100-year-old trolley scheduled for a long-term stop at Bellingham’s Old Town district
A restored 1919 trolley, representing a streetcar line that once served Bellingham and several other Northwest cities, was installed for display in Old Town this week.
Brad Parberry, a member of the family that owned recycling facilities near the waterfront, had the trolley returned to its original condition and placed next to the Helen Loggie Museum of Art at Holly and E streets.
The trolley will be part of the museum, along with a 10-foot chipping wheel from the old Georgia-Pacific paper mill, in the new Courthouse Plaza. It’s so-named because The Loggie is in the old Territorial Courthouse. The 1858 building is the oldest brick structure in Washington state.
Having sold their industrial facilities, the Parberrys are focused on housing and other development in the historic Old Town section west of downtown Bellingham.
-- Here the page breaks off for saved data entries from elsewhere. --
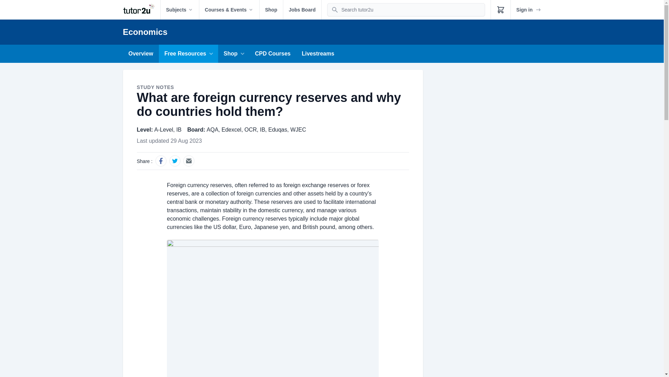 The width and height of the screenshot is (669, 377). Describe the element at coordinates (302, 10) in the screenshot. I see `Jobs Board` at that location.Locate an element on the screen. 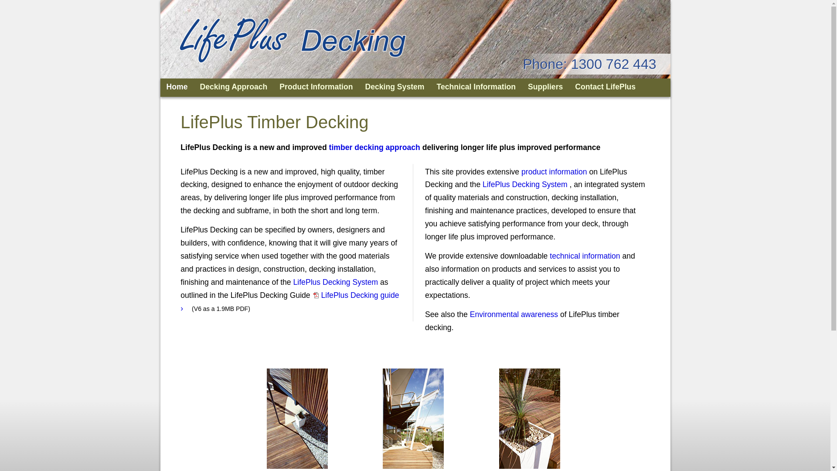 The image size is (837, 471). Contact LifePlus is located at coordinates (605, 87).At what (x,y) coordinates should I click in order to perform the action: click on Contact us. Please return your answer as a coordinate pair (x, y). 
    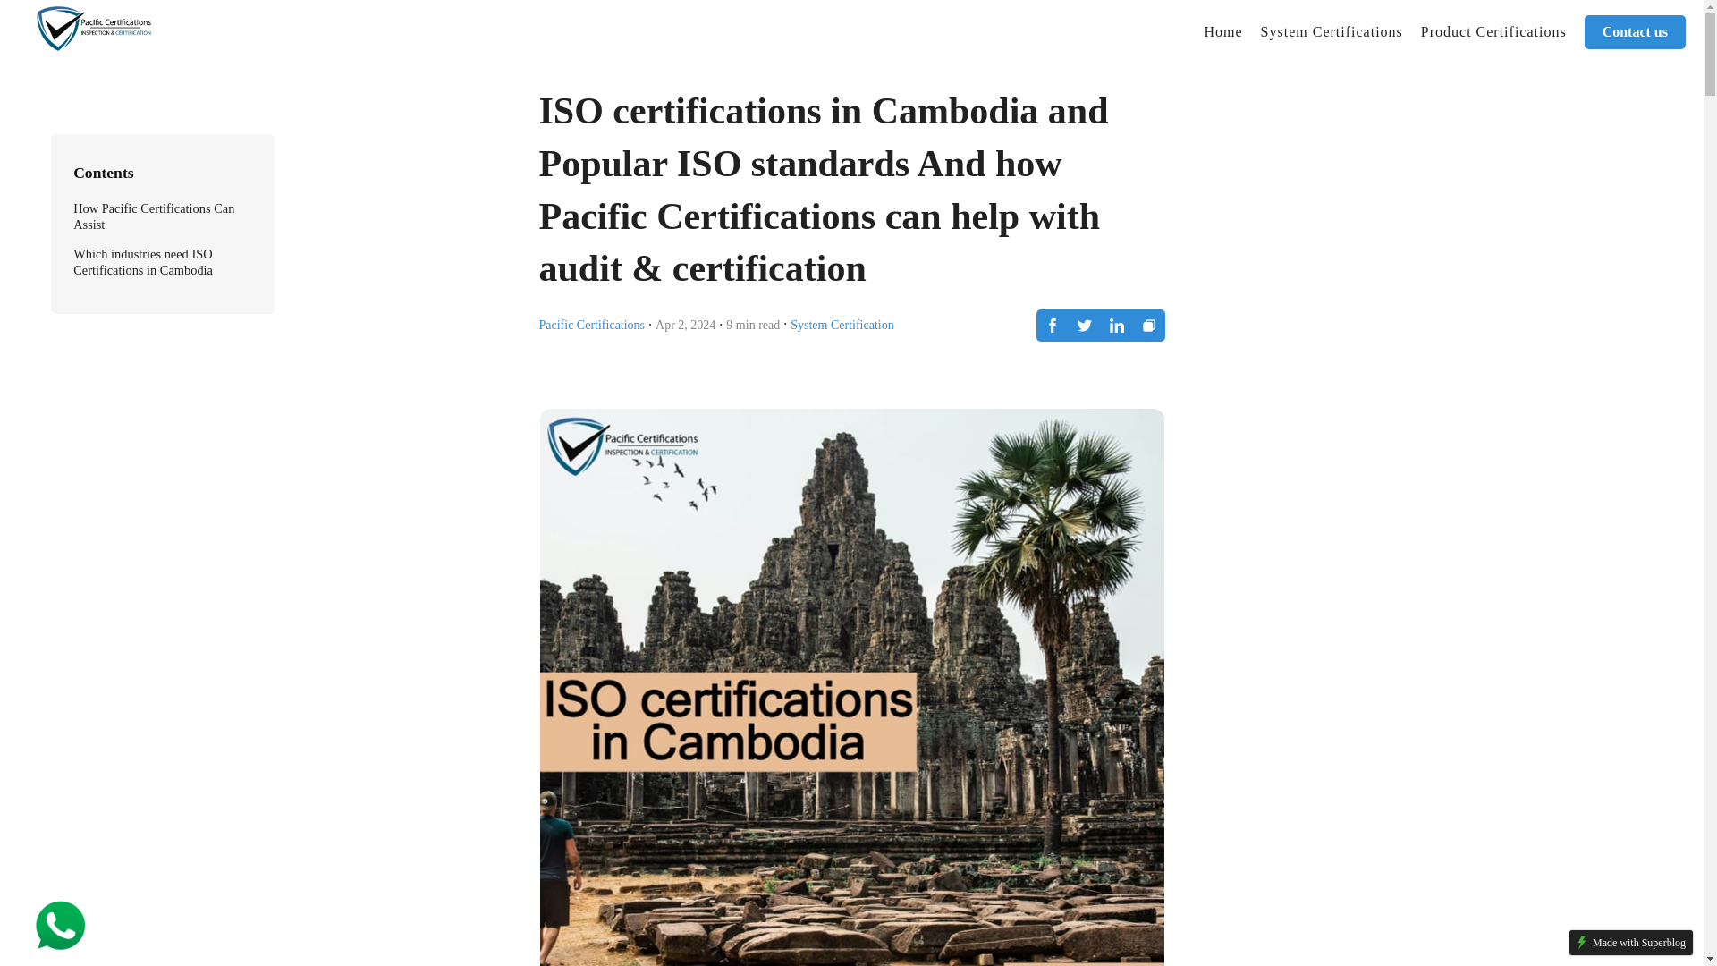
    Looking at the image, I should click on (1634, 31). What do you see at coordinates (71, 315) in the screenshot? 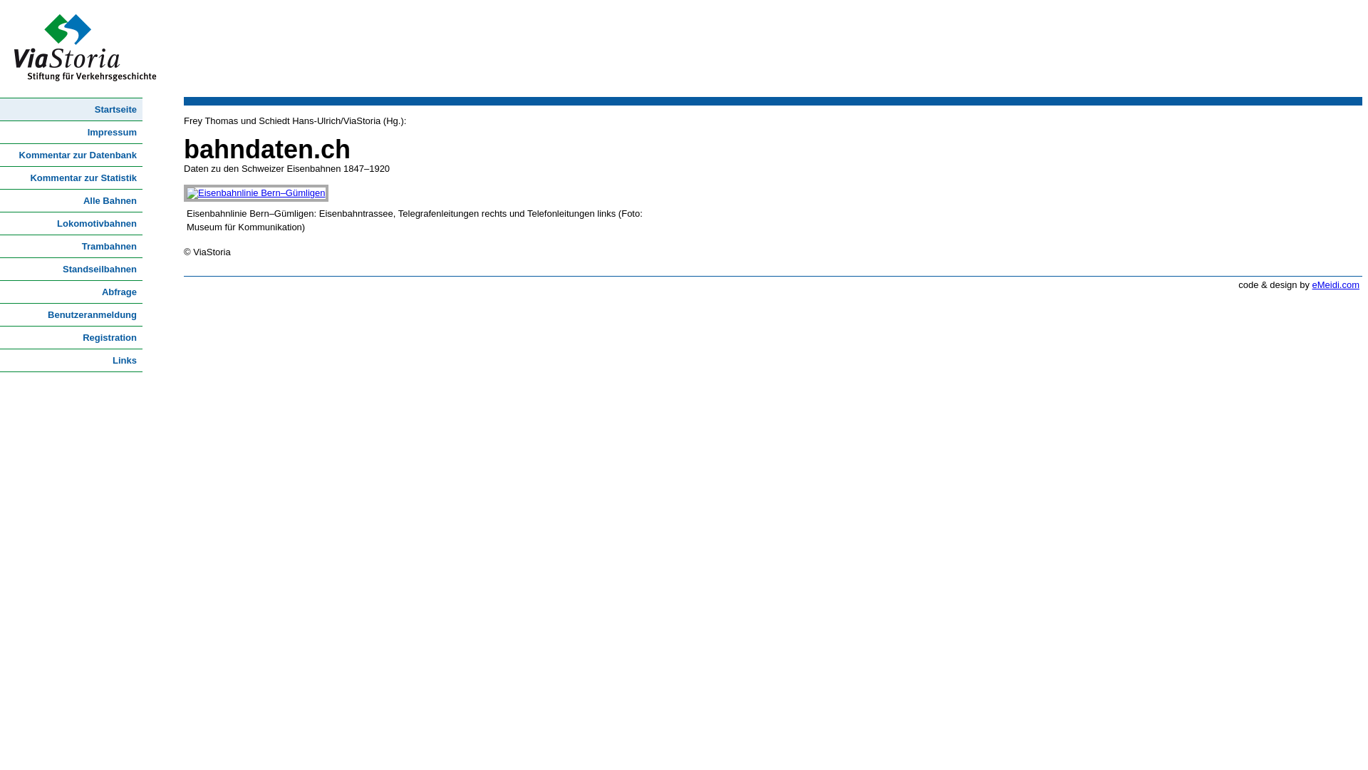
I see `Benutzeranmeldung` at bounding box center [71, 315].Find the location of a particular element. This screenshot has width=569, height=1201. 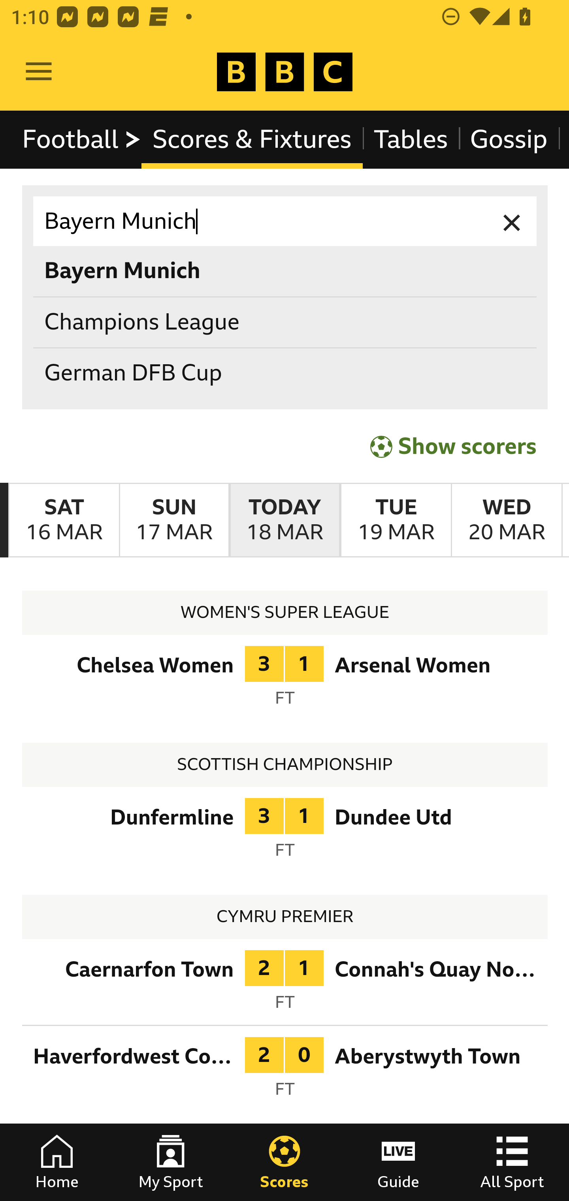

The Courthouse Plaza is a major step, Parberry told The Bellingham Herald in a phone interview from his office in San Francisco.
“For me, it’s about beautifying this area. I’d like to make it shine like it used to,” Parberry said.
Tom and Vince Mendenhall of Arlington made the trolley appear as it did in its heyday, when passengers would ride around downtown.
Their company, Historical Railway Restoration, preserves cabooses, locomotives and train cars. They found and restored what’s called a Birney Safety Car, a lightweight streetcar with only a driver — called a “motorman” — and no conductor.
According to the city of Bellingham website, a system of trolley lines operated on Holly Street-Eldridge Avenue, East North Street-Cornwall Avenue, Kentucky Street-Woburn Street-Electric Avenue, Harris-Cowgill avenues, and Monroe, G, Girard and Ellsworth streets in the Columbia and Lettered Streets neighborhoods.
Their tracks are still visible in the pavement of roads in Bellingham and Fairhaven.
“It’s got a historical significance to the area. It actually operated originally in Tacoma, but (the engineering firm) Stone & Webster owned the Tacoma, the Seattle, the Everett and the Bellingham operations when this operated, so this car could easily have been from Bellingham,” Vince told The Herald as he watched the trolley loaded onto a flatbed truck, moved to the plaza, and then lowered into place with a forklift.
Vince’s dad, Tom Mendenhall, focused on the wood trim, seats and windows.
“I can’t really describe what I do — I just do it. Give me a piece of wood from a streetcar and I’ll fix it,” Tom said.
This car was located in a hay barn near Snohomish , Parberry said.
Members of the public will be able to see inside the streetcar about mid-September, once the Courthouse Plaza is complete and landscaping is added, he said. One side of the trolley’s interior has original seating, and the other side will have historic Bellingham photos.